Strategic hardware adoption. Most “AI for factories” or advanced robotics won’t solve the real bottlenecks. Simple changes to SOPs might be more impactful than buying the fanciest robot. Think first about repetitive tasks, data reporting, machine monitoring, etc before buying equipment because it’s cutting-edge.
Capital
Finance has become one of the bigger bottlenecks in scaling productive capacity. It rewards speed and speculation, not patience and productivity. (Some) Private equity loads manufacturers with debt, strips assets, flips in 3-5 years. VC may seed innovation but their time horizons are not much longer. Patient capital funding 10-year builds and tolerating two years of negative cash flow is pretty tough to find these days.
Americans have $43 trillion in retirement accounts and control tens of trillions more in equities, yet we see barely a trickle of this capital flowing into domestic manufacturing because industrial assets aren’t bankable without guarantees and because some PE models optimized for value extraction.
Financial engineering isn’t inherently bad. Using debt to upgrade a stamping line or fund a new facility is productive. Using debt to pay dividends while gutting R&D is rent-seeking. A 40-person machine shop running on QuickBooks and a whiteboard sometimes needs outside expertise to scale , or uncover new ways to do so. There doesn’t seem to be any institution that rewards the former and penalizes the latter. Outright penalizing PE firms is dumb, but incentives need to be recalibrated so capital flows toward building, not stripping.
If a shop wins a $2M order, they’ve got $800K in working capital tied up for 24-36 months before getting paid.
Anhthu Nguyen’s recent proposal of Industrial Base Treasuries shows how government-backed guarantees at 3.5-5% reserve ratios could unlock $3+ trillion in industrial financing—the same model FHA used to build America’s housing market, now applied to factories.
If you want to buy back stock or issue debt, capital is cheap. If you want to build a factory, you’re fighting uphill. The incentives are backward.
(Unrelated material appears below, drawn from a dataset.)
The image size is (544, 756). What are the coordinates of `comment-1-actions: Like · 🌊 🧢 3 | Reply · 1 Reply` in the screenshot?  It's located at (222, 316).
Industrial loan guarantees. Banks aren’t structurally built to underwrite long-duration, asset-heavy manufacturing loans, as regulatory capital rules make them expensive to hold. So even with good orders, manufacturers look “unbankable”. But when the government backstops 50-80% of the downside, the equation changes, enabling lenders like JPMorgan to deploy far more of their recently announced $1.5T credit book into real-economy projects. This is exactly how SBA’s export-oriented 7(a) programs work today: a modest guarantee triggers 7-10x private lending . De-risk the loan, keep banks on the hook for part of it, and credit finally reaches the shop floor.
Tax-free long-term holdings. Zero capital gains on productive assets held 10+ years. If you buy a factory, run it well and keep it productive for a decade, you shouldn’t pay taxes when you sell. This shifts incentives from flipping to building and maintaining.
Preferential inheritance treatment. Follow Germany’s model : if you keep a family business in manufacturing, you get favorable estate tax treatment. It keeps capital locked in production instead of forcing liquidation to pay taxes. Too many second- and third-generation manufacturers sell when the founder dies to cover estate taxes. Fix that, and you’ll keep more factories in family hands, where the incentives align with long-term stability.
Industrial equity vehicles. Insurance companies, pension funds, and endowments are sitting on trillions in capital, yet almost none of it reaches domestic manufacturing. OECD data shows these pools are overweight financial assets and underweight real-economy infrastructure. The SBA’s SBIC program is one of the only mechanisms designed to push private capital toward industrial firms, but it’s structurally aimed at SMBs and is far too small to provide liquidity for $50-200M manufacturing projects. Until there’s a vehicle that can absorb institutional-scale checks and channel even 2-3% of those portfolios into industrial build-outs, the liquidity gap will remain.